Proteins that regulate apoptosis also help orchestrate another cell-death mechanism called necroptosis

Proper regulation of cell death is crucial to organism development and to prevent cancer and diseases of the immune system. Molecular biologists in Australia have now shown that inhibitor of apoptosis (IAP) proteins not only inhibit the cell suicide process known as apoptosis but, by interacting with proteins called RIP kinases, they also help control a second cell-death mechanism: necroptosis1

Without IAP proteins, mice die halfway through embryonic development.

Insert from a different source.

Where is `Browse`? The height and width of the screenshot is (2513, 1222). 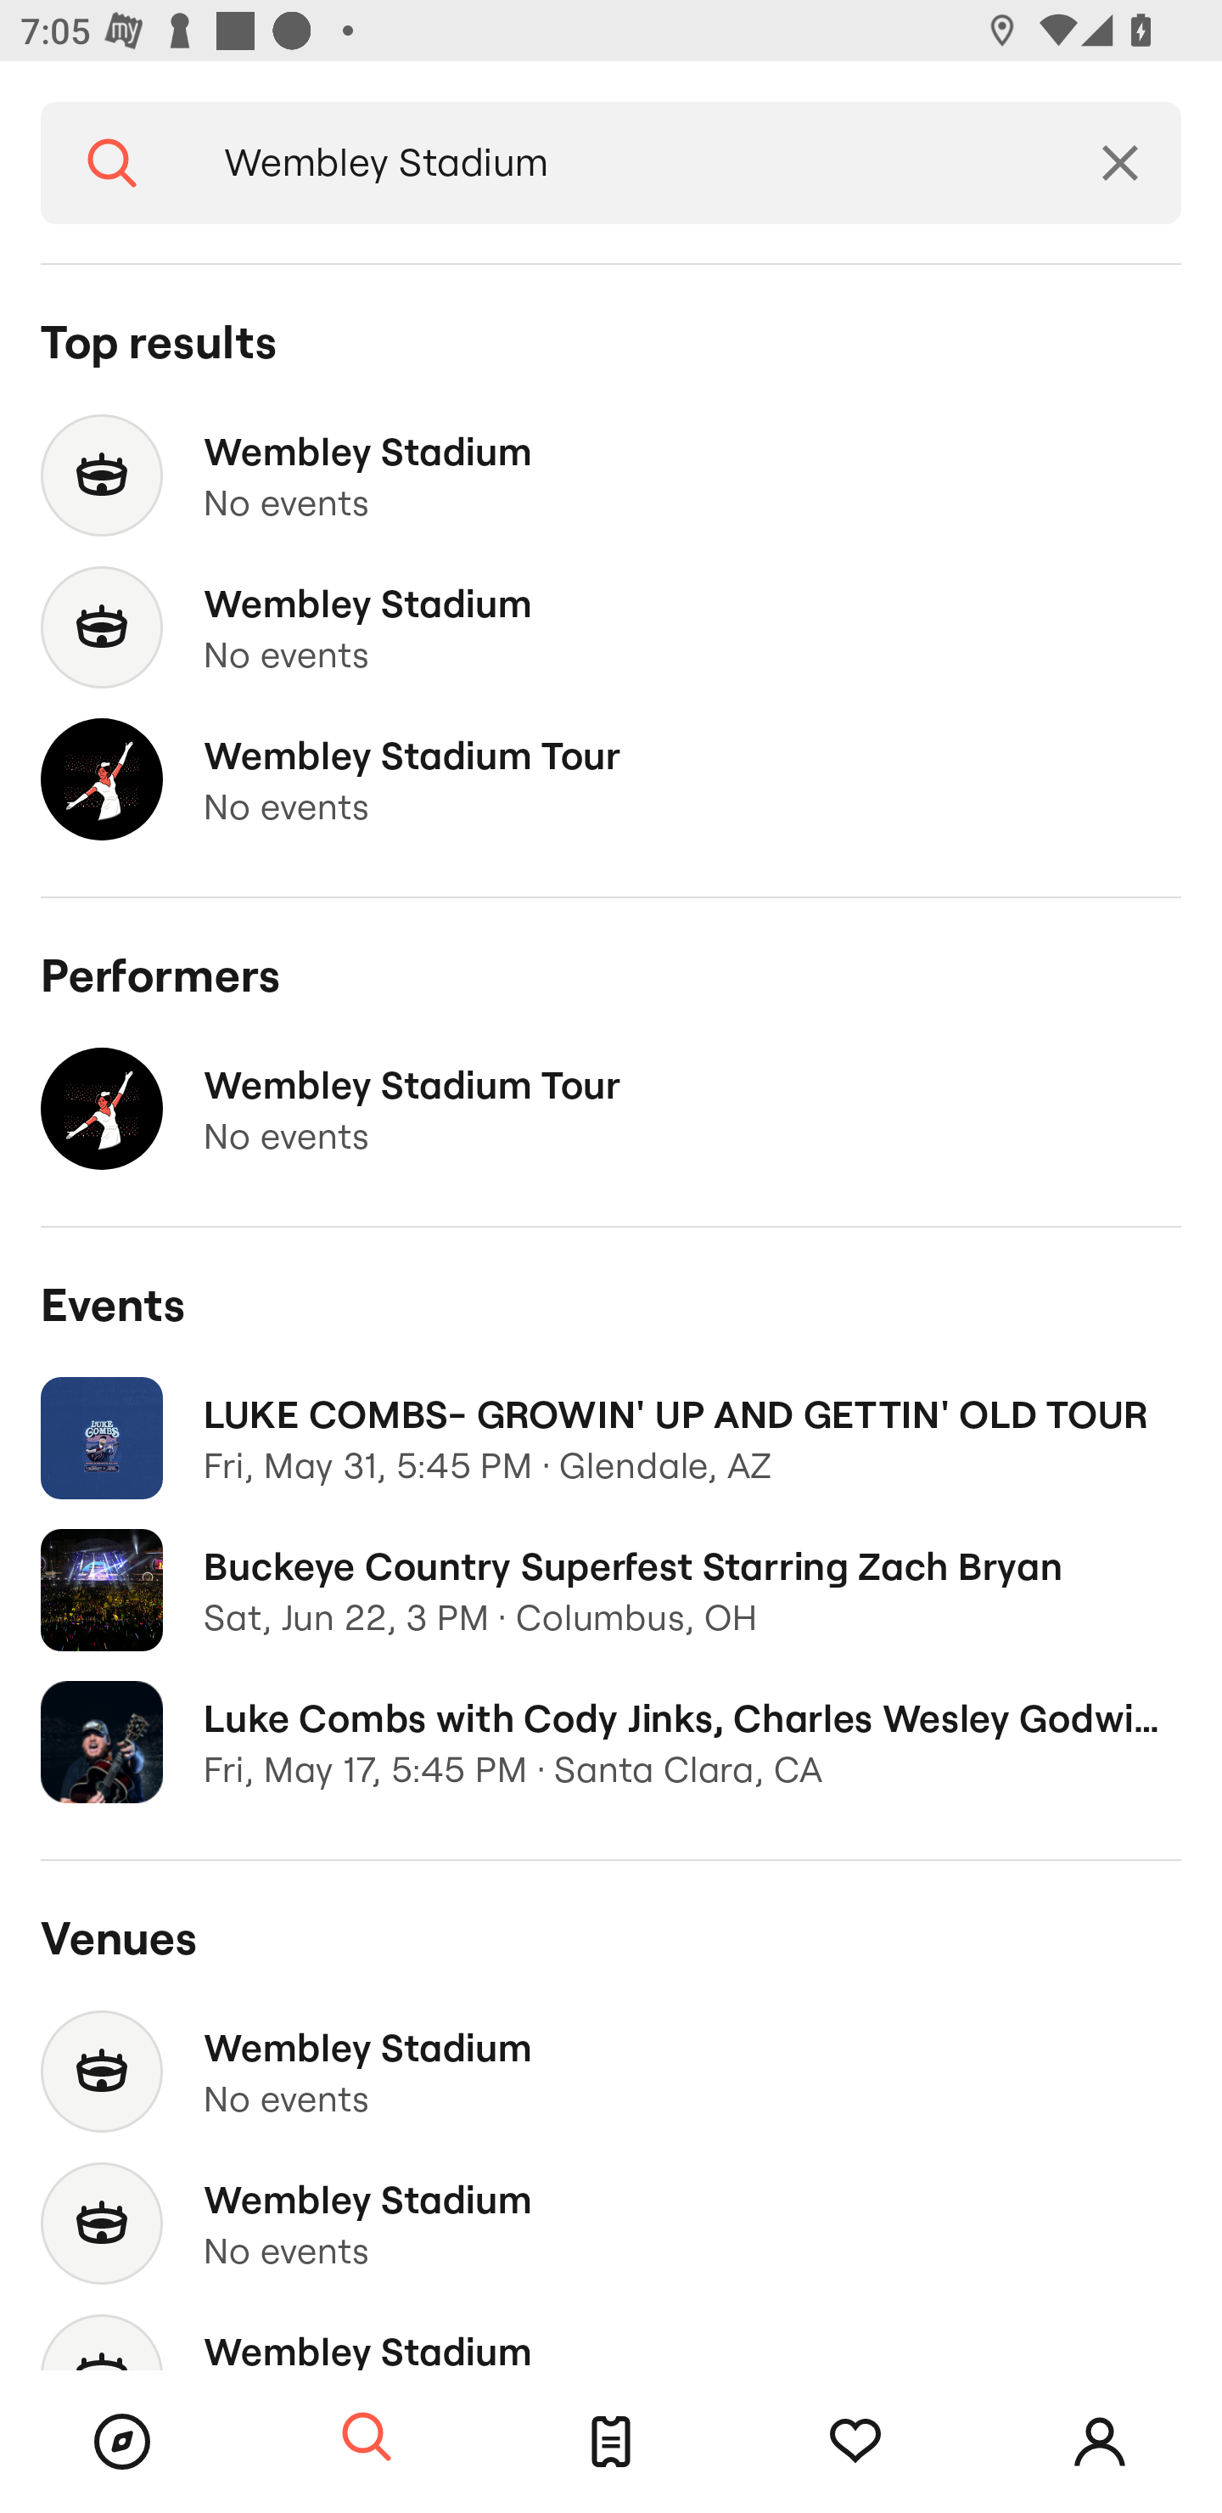 Browse is located at coordinates (122, 2442).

However, the functions of the three IAP proteins — cIAP1, cIAP2 and XIAP — overlap so closely that the lack of just one of them in mice affects development only slightly.

To sort out the individual roles of these proteins, David Vaux and colleagues at Australia’s Walter and Eliza Hall Institute of Medical Research and La Trobe and Melbourne universities deleted the genes coding for two of the proteins at a time. They found that a viable embryo could develop when cIAP1 alone was active, but otherwise at least two IAP proteins were necessary.

The researchers also discovered that embryonic survival of IAP mutants could be extended by deleting RIP kinases 1 and 3, which are involved in regulating necroptosis. This indicates that the RIP kinases are held in check by IAP proteins during development.